When the Illness Ends But the Body Doesn't Know It: A Real Chronic Fatigue Case

Episode Summary

What happens when the infection clears but the symptoms don't? In this episode, host Daniel Lyman shares recordings from seven real therapy sessions with a client named Eric, who had been living with chronic fatigue for years after a bout of mono. You'll hear Eric describe the weight of his exhaustion, the fear and confusion that surrounded it, and the beliefs that kept him stuck. And you'll hear what actually changed, not through a single breakthrough moment, but through a series of small shifts that gradually taught his nervous system it was safe. By the end of the episode, Eric is cycling, hiking, concentrating better at work, and beginning to trust his body again.

Episode Notes

What does recovery from chronic fatigue actually look like inside a therapy room?

In this episode, host Daniel Lyman shares something rare: real recordings from real sessions.
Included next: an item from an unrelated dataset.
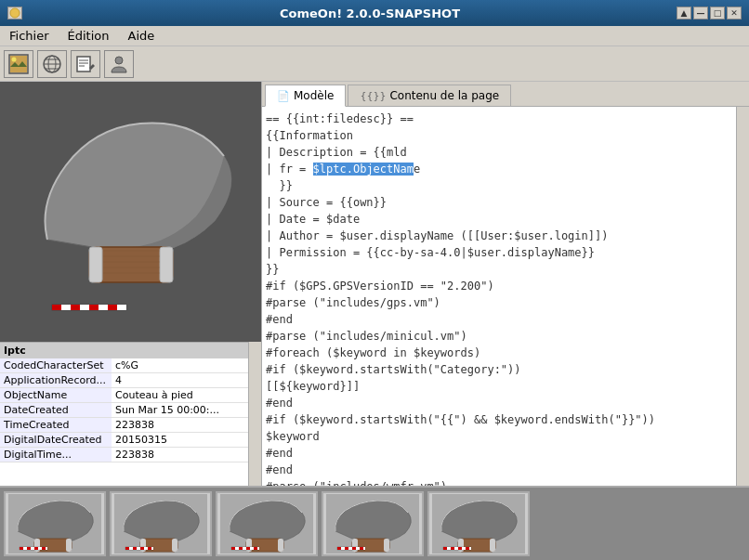 Image resolution: width=749 pixels, height=560 pixels. Describe the element at coordinates (52, 64) in the screenshot. I see `globe-tool-button` at that location.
Over seven weeks, he worked with a client named Eric, whose chronic fatigue began after a bout of mono. The infection resolved. The exhaustion did not.

Across seven session clips, you won't hear a dramatic turning point or one technique that fixed everything. You'll hear something more honest and more useful: recovery happening in real time, one small shift at a time.
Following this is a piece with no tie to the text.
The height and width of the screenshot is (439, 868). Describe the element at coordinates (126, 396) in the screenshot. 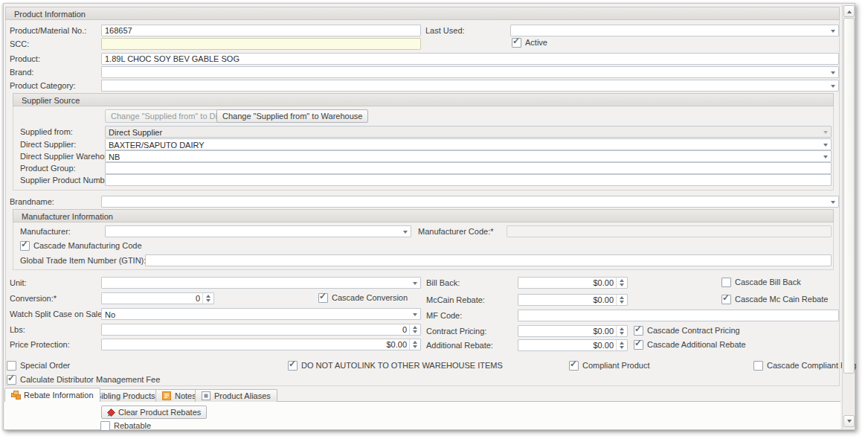

I see `tab-sibling-products-label: Sibling Products` at that location.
What Eric and Daniel worked on together:

Taking breaks as a message to the nervous system. This wasn't productivity advice. For years, Eric had pushed through exhaustion without stopping, and his brain had quietly learned that rest wasn't safe, that something more urgent always came first. Taking breaks was a way of gently saying otherwise.

Actually feeling emotions, not just understanding them. Eric was good at analyzing his stress. He could explain it, trace it, put words to it. What he hadn't been doing was letting himself feel it. When he finally stopped and sat with the weight of a hard situation at work, something in his symptoms shifted too.

Changing what the symptoms mean. Eric had been quietly organized around the idea that something might still be physically wrong, a lingering infection, an immune system that hadn't fully recovered. Shifting that story, from "my body is damaged" to "my nervous system learned to stay on guard and hasn't gotten the update yet," changed how he related to everything that followed.

Bringing joy back in. Chronic symptoms have a way of making life smaller. Hobbies disappear. Activities get quietly abandoned. Part of Eric's recovery was deliberately reintroducing the things that reminded his nervous system what safety and aliveness actually feel like. For him, that meant cycling, time with his partner, and video games.

By the final session, Eric had cycled 30 kilometers, hiked five and a half kilometers with real elevation gain, noticed his concentration improving at work, and arrived at something that may matter more than any of it: he no longer believed that something was wrong with his body.

If you've ever had an illness that seemed to resolve on tests but left something behind in your body, you should give this a listen.